Nice: is not slang enough for this fic...,
I need moarrr....

Posted: 2008-03-12 07:13pm
by Darth Wong
I wonder if their tridents have to be replaced periodically. Powerful electric discharges will tend to wear off the electrodes, although it's still not entirely clear how these discharges can be directed in the manner we see in the fic rather than going to ground immediately; I assume this just has to be chalked up to writer's fiat and magic.

Posted: 2008-03-12 07:45pm
by The Duchess of Zeon
The demons themselves consider it magic, of course, that's no guarantee it is, rather the opposite, actually. But it is rather.. Problematic.

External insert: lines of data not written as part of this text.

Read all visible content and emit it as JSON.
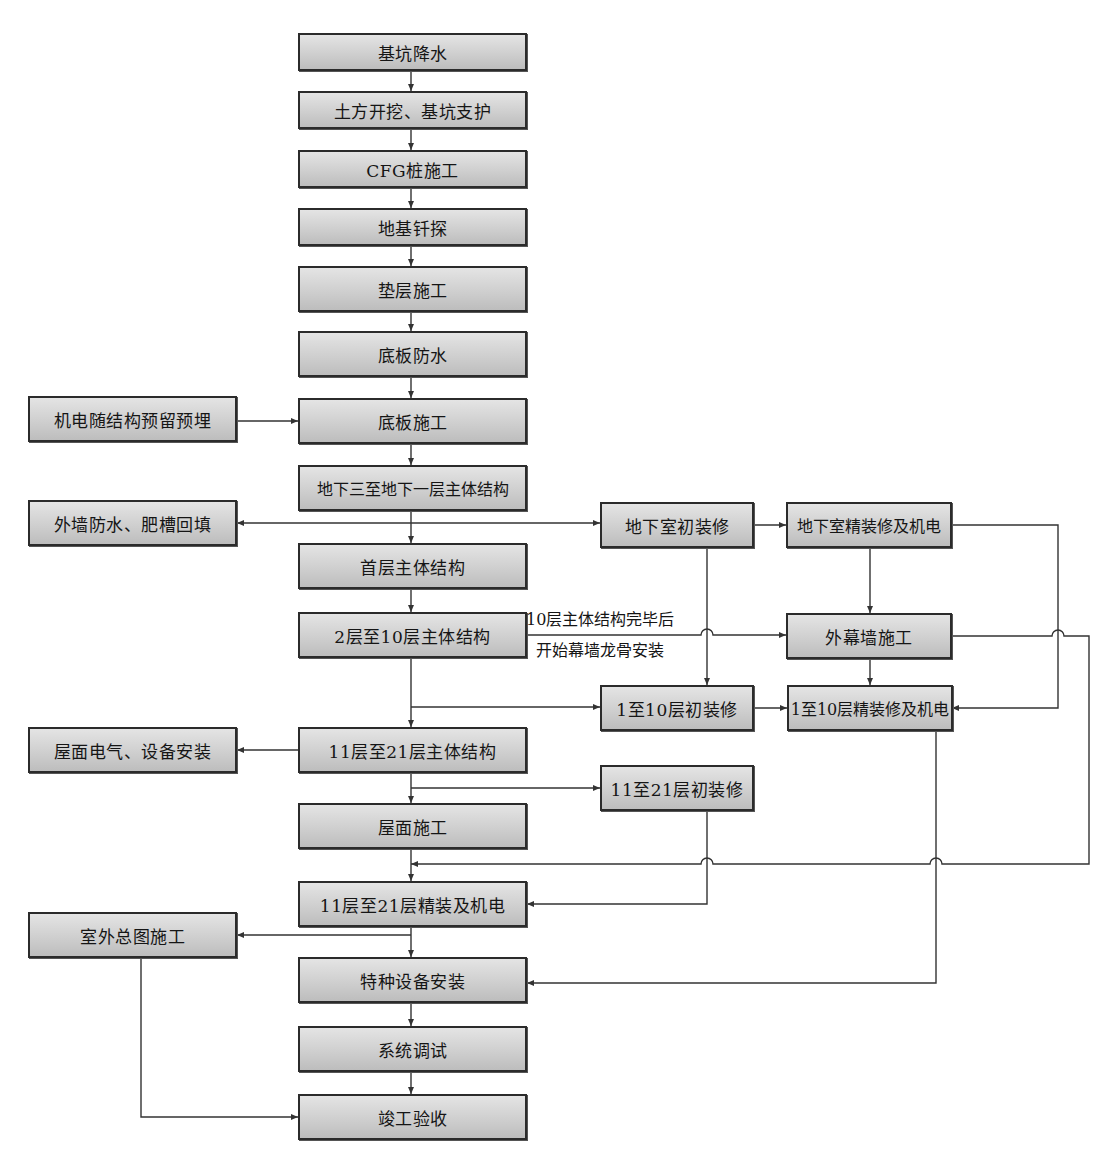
{
  "diagram": {
    "type": "construction-process-flowchart",
    "nodes": {
      "n01": "基坑降水",
      "n02": "土方开挖、基坑支护",
      "n03": "CFG桩施工",
      "n04": "地基钎探",
      "n05": "垫层施工",
      "n06": "底板防水",
      "n07": "底板施工",
      "n08": "地下三至地下一层主体结构",
      "n09": "首层主体结构",
      "n10": "2层至10层主体结构",
      "n11": "11层至21层主体结构",
      "n12": "屋面施工",
      "n13": "11层至21层精装及机电",
      "n14": "特种设备安装",
      "n15": "系统调试",
      "n16": "竣工验收",
      "l01": "机电随结构预留预埋",
      "l02": "外墙防水、肥槽回填",
      "l03": "屋面电气、设备安装",
      "l04": "室外总图施工",
      "m01": "地下室初装修",
      "m02": "1至10层初装修",
      "m03": "11至21层初装修",
      "r01": "地下室精装修及机电",
      "r02": "外幕墙施工",
      "r03": "1至10层精装修及机电"
    },
    "annotation": {
      "line1": "10层主体结构完毕后",
      "line2": "开始幕墙龙骨安装"
    },
    "edges": [
      [
        "n01",
        "n02"
      ],
      [
        "n02",
        "n03"
      ],
      [
        "n03",
        "n04"
      ],
      [
        "n04",
        "n05"
      ],
      [
        "n05",
        "n06"
      ],
      [
        "n06",
        "n07"
      ],
      [
        "l01",
        "n07"
      ],
      [
        "n07",
        "n08"
      ],
      [
        "n08",
        "n09"
      ],
      [
        "n08",
        "l02"
      ],
      [
        "n08",
        "m01"
      ],
      [
        "n09",
        "n10"
      ],
      [
        "n10",
        "r02"
      ],
      [
        "n10",
        "n11"
      ],
      [
        "n10",
        "m02"
      ],
      [
        "m01",
        "r01"
      ],
      [
        "m01",
        "m02"
      ],
      [
        "r01",
        "r02"
      ],
      [
        "r01",
        "r03"
      ],
      [
        "r02",
        "r03"
      ],
      [
        "m02",
        "r03"
      ],
      [
        "n11",
        "l03"
      ],
      [
        "n11",
        "n12"
      ],
      [
        "n11",
        "m03"
      ],
      [
        "n12",
        "n13"
      ],
      [
        "r02",
        "n13"
      ],
      [
        "m03",
        "n13"
      ],
      [
        "n13",
        "n14"
      ],
      [
        "n13",
        "l04"
      ],
      [
        "r03",
        "n14"
      ],
      [
        "n14",
        "n15"
      ],
      [
        "n15",
        "n16"
      ],
      [
        "l04",
        "n16"
      ]
    ]
  }
}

Anyway, yeah, nerve agents will kill them easily. Another kind of agent that will kill them, and that we can manufacture along with nerve gas--I STRONGLY suspect that Russia and China, at least, have started manufacturing nerve gas again, and the USA will follow suit very quickly, as well pretty much every country in the world, as anyone who can make pesticides can make poison gas--are blood agents. Namely, Cyanogen Chloride and Hydrogen Cyanide (Zyklon B). The different makeup of Baldrick blood is irrelevant; these agents actually work by interrupting the electron transport chain in mitochondria, and guess what Baldricks have if they have human-like DNA? So blood agents and nerve agents will work, but blister agents and suffocation agents will not. Cyanogen bromide may also be effective along with Cyanogen Chloride (which the French developed as an agent around 1918 - 1919, just to late to deploy in WW1) and of course Hydrogen Cyanide, which as noted is the infamous Zyklon B.

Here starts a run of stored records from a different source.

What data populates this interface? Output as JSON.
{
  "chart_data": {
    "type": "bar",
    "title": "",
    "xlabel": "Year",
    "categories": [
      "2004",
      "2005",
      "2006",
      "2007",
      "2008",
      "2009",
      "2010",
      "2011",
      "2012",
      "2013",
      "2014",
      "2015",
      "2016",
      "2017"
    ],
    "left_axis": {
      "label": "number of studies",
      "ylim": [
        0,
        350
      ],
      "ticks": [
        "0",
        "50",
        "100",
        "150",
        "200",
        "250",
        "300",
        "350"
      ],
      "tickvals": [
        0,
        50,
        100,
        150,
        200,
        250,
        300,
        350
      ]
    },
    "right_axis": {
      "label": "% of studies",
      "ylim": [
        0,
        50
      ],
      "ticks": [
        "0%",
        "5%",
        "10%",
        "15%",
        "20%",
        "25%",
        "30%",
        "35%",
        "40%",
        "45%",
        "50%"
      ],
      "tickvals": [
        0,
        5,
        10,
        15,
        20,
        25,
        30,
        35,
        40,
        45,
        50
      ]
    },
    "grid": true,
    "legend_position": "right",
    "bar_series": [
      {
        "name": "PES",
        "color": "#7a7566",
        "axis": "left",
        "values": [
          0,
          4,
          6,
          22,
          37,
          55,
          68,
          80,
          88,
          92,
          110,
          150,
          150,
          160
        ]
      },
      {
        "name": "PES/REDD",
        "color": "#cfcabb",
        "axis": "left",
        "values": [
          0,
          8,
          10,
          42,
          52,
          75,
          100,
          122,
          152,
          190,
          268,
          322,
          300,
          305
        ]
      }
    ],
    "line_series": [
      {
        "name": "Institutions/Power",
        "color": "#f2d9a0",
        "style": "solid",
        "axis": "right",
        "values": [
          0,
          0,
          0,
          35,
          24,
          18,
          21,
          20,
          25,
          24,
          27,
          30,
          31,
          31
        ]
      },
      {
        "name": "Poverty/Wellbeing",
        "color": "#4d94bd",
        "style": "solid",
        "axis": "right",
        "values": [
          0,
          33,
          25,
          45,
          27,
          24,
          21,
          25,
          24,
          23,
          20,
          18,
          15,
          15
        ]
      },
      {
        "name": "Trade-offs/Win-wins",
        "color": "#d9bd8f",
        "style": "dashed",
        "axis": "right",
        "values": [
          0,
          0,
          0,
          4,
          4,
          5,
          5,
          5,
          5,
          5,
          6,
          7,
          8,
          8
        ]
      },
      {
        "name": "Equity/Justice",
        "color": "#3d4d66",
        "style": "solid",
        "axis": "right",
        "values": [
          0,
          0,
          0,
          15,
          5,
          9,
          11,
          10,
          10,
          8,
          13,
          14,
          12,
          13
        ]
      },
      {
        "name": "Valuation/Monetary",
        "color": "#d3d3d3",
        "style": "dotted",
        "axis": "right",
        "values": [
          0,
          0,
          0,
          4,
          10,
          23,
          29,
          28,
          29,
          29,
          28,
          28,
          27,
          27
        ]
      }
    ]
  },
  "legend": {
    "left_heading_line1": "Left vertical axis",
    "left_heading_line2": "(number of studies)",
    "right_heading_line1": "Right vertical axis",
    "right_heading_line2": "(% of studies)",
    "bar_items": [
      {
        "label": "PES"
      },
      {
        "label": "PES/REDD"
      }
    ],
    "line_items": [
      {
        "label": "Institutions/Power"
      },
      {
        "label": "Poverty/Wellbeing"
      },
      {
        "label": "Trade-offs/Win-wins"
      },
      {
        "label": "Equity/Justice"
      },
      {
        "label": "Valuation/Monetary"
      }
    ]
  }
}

Posted: 2008-03-12 07:52pm
by GrandMasterTerwynn
Sea Skimmer wrote:...and at this point we don’t even know if they actually need oxygen to live.
Actually, we do, and the answer is yes. If they eat the meat of terrestrial animals (humans and cattle,) this means they have our biochemistry (or a biochemistry close enough to ours that eating us nourishes, instead of poisons, them.) And since they function vigorously at STP and the atmosphere of Hell is close enough to Earth's not to kill the first two living humans to cross a portal into Hell (i.e. oxygen-rich,) it means their biology similarly utilizes the same aerobic metabolism that ours does (aerobic respiration evolved in response to an oxygen-rich atmosphere, as oxygen is fantastically deadly poison to anything that hasn't evolved some mechanism to deal with it.)

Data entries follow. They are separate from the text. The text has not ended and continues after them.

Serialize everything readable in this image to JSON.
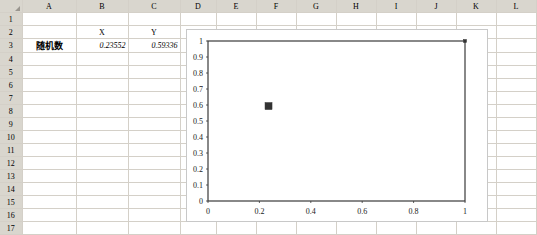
{
  "spreadsheet": {
    "columns": [
      "A",
      "B",
      "C",
      "D",
      "E",
      "F",
      "G",
      "H",
      "I",
      "J",
      "K",
      "L"
    ],
    "rows": [
      "1",
      "2",
      "3",
      "4",
      "5",
      "6",
      "7",
      "8",
      "9",
      "10",
      "11",
      "12",
      "13",
      "14",
      "15",
      "16",
      "17"
    ],
    "corner_icon": "select-all-triangle-icon",
    "cells": {
      "B2": "X",
      "C2": "Y",
      "A3": "随机数",
      "B3": "0.23552",
      "C3": "0.59336"
    }
  },
  "chart_data": {
    "type": "scatter",
    "title": "",
    "xlabel": "",
    "ylabel": "",
    "xlim": [
      0,
      1
    ],
    "ylim": [
      0,
      1
    ],
    "grid": false,
    "legend": "none",
    "x_ticks": [
      "0",
      "0.2",
      "0.4",
      "0.6",
      "0.8",
      "1"
    ],
    "x_tick_values": [
      0,
      0.2,
      0.4,
      0.6,
      0.8,
      1
    ],
    "y_ticks": [
      "0",
      "0.1",
      "0.2",
      "0.3",
      "0.4",
      "0.5",
      "0.6",
      "0.7",
      "0.8",
      "0.9",
      "1"
    ],
    "y_tick_values": [
      0,
      0.1,
      0.2,
      0.3,
      0.4,
      0.5,
      0.6,
      0.7,
      0.8,
      0.9,
      1
    ],
    "series": [
      {
        "name": "随机数",
        "marker": "square",
        "color": "#333333",
        "points": [
          {
            "x": 0.23552,
            "y": 0.59336,
            "size": 7
          },
          {
            "x": 1,
            "y": 1,
            "size": 3
          }
        ]
      }
    ]
  }
}
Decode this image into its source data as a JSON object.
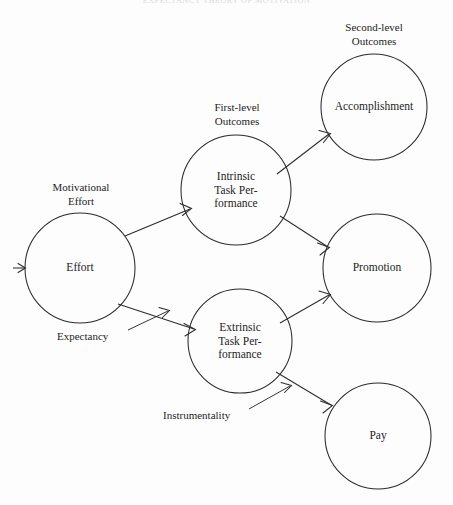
{
  "page": {
    "running_head": "EXPECTANCY THEORY OF MOTIVATION",
    "background_color": "#fdfdfd",
    "ink_color": "#2b2b2b"
  },
  "diagram": {
    "type": "expectancy-theory-path-diagram",
    "group_labels": [
      {
        "id": "motivational-effort",
        "text": "Motivational\nEffort"
      },
      {
        "id": "first-level-outcomes",
        "text": "First-level\nOutcomes"
      },
      {
        "id": "second-level-outcomes",
        "text": "Second-level\nOutcomes"
      }
    ],
    "nodes": [
      {
        "id": "effort",
        "label": "Effort",
        "cx": 80,
        "cy": 268,
        "r": 55
      },
      {
        "id": "intrinsic",
        "label": "Intrinsic\nTask Per-\nformance",
        "cx": 236,
        "cy": 190,
        "r": 55
      },
      {
        "id": "extrinsic",
        "label": "Extrinsic\nTask Per-\nformance",
        "cx": 240,
        "cy": 341,
        "r": 52
      },
      {
        "id": "accomplishment",
        "label": "Accomplishment",
        "cx": 374,
        "cy": 107,
        "r": 53
      },
      {
        "id": "promotion",
        "label": "Promotion",
        "cx": 377,
        "cy": 268,
        "r": 54
      },
      {
        "id": "pay",
        "label": "Pay",
        "cx": 378,
        "cy": 436,
        "r": 53
      }
    ],
    "edges": [
      {
        "id": "input-to-effort",
        "from": "",
        "to": "effort"
      },
      {
        "id": "effort-to-intrinsic",
        "from": "effort",
        "to": "intrinsic"
      },
      {
        "id": "effort-to-extrinsic",
        "from": "effort",
        "to": "extrinsic"
      },
      {
        "id": "intrinsic-to-accomplishment",
        "from": "intrinsic",
        "to": "accomplishment"
      },
      {
        "id": "intrinsic-to-promotion",
        "from": "intrinsic",
        "to": "promotion"
      },
      {
        "id": "extrinsic-to-promotion",
        "from": "extrinsic",
        "to": "promotion"
      },
      {
        "id": "extrinsic-to-pay",
        "from": "extrinsic",
        "to": "pay"
      }
    ],
    "edge_labels": [
      {
        "id": "expectancy",
        "text": "Expectancy"
      },
      {
        "id": "instrumentality",
        "text": "Instrumentality"
      }
    ]
  }
}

Posted: 2008-03-12 08:13pm
by The Duchess of Zeon
GrandMasterTerwynn wrote:
Sea Skimmer wrote:...and at this point we don’t even know if they actually need oxygen to live.
Actually, we do, and the answer is yes. If they eat the meat of terrestrial animals (humans and cattle,) this means they have our biochemistry (or a biochemistry close enough to ours that eating us nourishes, instead of poisons, them.) And since they function vigorously at STP and the atmosphere of Hell is close enough to Earth's not to kill the first two living humans to cross a portal into Hell (i.e. oxygen-rich,) it means their biology similarly utilizes the same aerobic metabolism that ours does (aerobic respiration evolved in response to an oxygen-rich atmosphere, as oxygen is fantastically deadly poison to anything that hasn't evolved some mechanism to deal with it.)
DOH, you're right. Oxidative Phosphorylation requires oxygen and if they have mitochondria it's the only way to produce large amounts of cell energy, so of course they breath oxygen. So, actually, if we get sufficient quantities of suffocation agents into them, they'll die, too. Chlorine is most likely entirely insufficient for that task but Phosgene might work. Especially Diphosgene, which is more easily weaponised. It works by damaging proteins in the alveoli, interrupting the transfer of oxygen into the blood, which will work (like the misnamed "blood agents") regardless of the metal content of Baldrick blood--which may, incidentally, still be iron. Copper would make the blood blue, unlike in Star Trek; it's the presence of sulphur that makes blood turn green.

Posted: 2008-03-12 08:18pm
by Pelranius
Great work?

I wonder how many Hail Marys I'll have to do for reading and enjoying this though.

Incidentally, three of my friends on the women's ice hockey team are named Maria, Shana and Kelly. Had quite a private laugh about that.

Ghetto Edit: Great work! Didn't notice I had put in the question mark first time around.